Built-in subscribers (Logger / Sentry / Metrics) are registered automatically by the gem's Railtie. Host apps can subscribe to the namespace however they like:

# Rails 8.1+
class MyAuditSubscriber
  def emit(event)
    return unless event[:name].start_with?("standard_circuit.")
    Rails.logger.info("circuit event: #{event[:name]} #{event[:payload].inspect}")
  end
end
Rails.event.subscribe(MyAuditSubscriber.new)

# Older Rails
ActiveSupport::Notifications.subscribe(/\Astandard_circuit\./) do |name, _start, _finish, _id, payload|
  Rails.logger.info("circuit event: #{name} #{payload.inspect}")
end

# Quick host-supplied callable (auto-wired at boot via the Railtie)
StandardCircuit.configure do |c|
  c.add_notifier(->(name, payload) { MyAlerting.notify(name, payload) })
end

Streaming and non-controller contexts

ControllerSupport.circuit_open_fallback only works for non-streaming responses — once a Live controller has flushed any output, Rails can't render an error template over the wire.

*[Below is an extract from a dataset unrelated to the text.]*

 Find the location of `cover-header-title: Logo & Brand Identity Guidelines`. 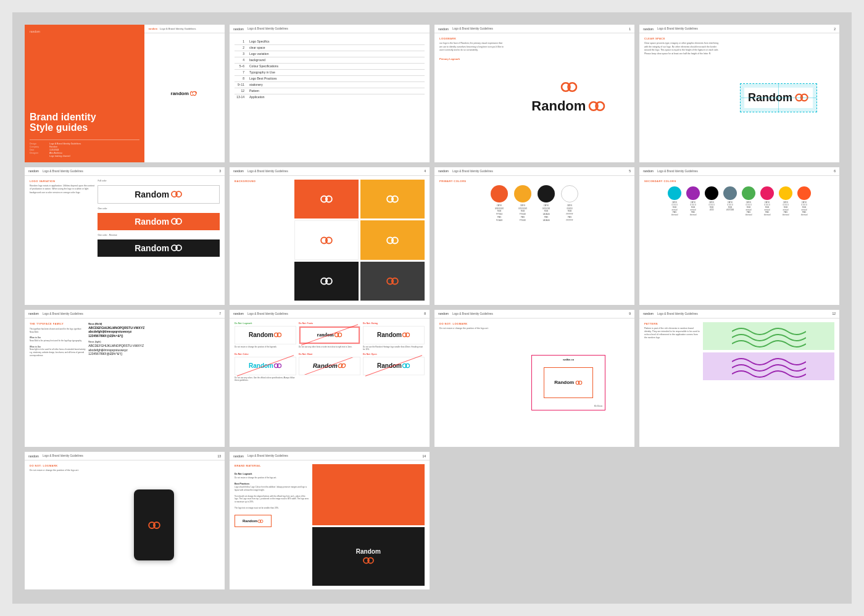

cover-header-title: Logo & Brand Identity Guidelines is located at coordinates (178, 28).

For a streaming controller, catch Stoplight::Error::RedLight inside the streaming proc and write a degraded payload before the stream closes:

class Api::MessagesController < ApplicationController
  include ActionController::Live

  def stream
    response.headers["Content-Type"] = "application/x-ndjson"

    StandardCircuit.run(:openai) do
      llm.stream do |chunk|
        response.stream.write({ delta: chunk }.to_json + "\n")
      end
    end
  rescue Stoplight::Error::RedLight
    # Only reachable when the circuit was already open at call time —
    # Stoplight raises RedLight before executing the block, not mid-stream.
    # Errors raised mid-stream propagate as their original class through the
    # `ensure` below; add a broader rescue if you also need to write a
    # terminal NDJSON line for those.
    response.stream.write({ error: "service_unavailable" }.to_json + "\n")
  ensure
    response.stream.close
  end
end

Same pattern applies in background jobs (where circuit_open_fallback doesn't help): wrap the work in StandardCircuit.run and rescue Stoplight::Error::RedLight to either discard_on (avoid thundering retries) or retry_on with backoff (defer until cool-off), depending on whether eventual delivery is required.

Health endpoint

StandardCircuit ships an opt-in controller that renders StandardCircuit.health_report as JSON. It returns 503 when the rolled-up status is :critical (so orchestrators pull the instance out of rotation) and 200 otherwise.

It's opt-in — not auto-required — so apps that don't want a health route don't pay for it.

# config/routes.rb
require "standard_circuit/health_controller"

Rails.application.routes.draw do
  get "/health", to: "standard_circuit/health#show"
end

The controller inherits from ActionController::API to sidestep app-level filters (authentication, bootstrap redirects, etc.) so probes can call it anonymously.

See standard_circuit-design.md for the full design.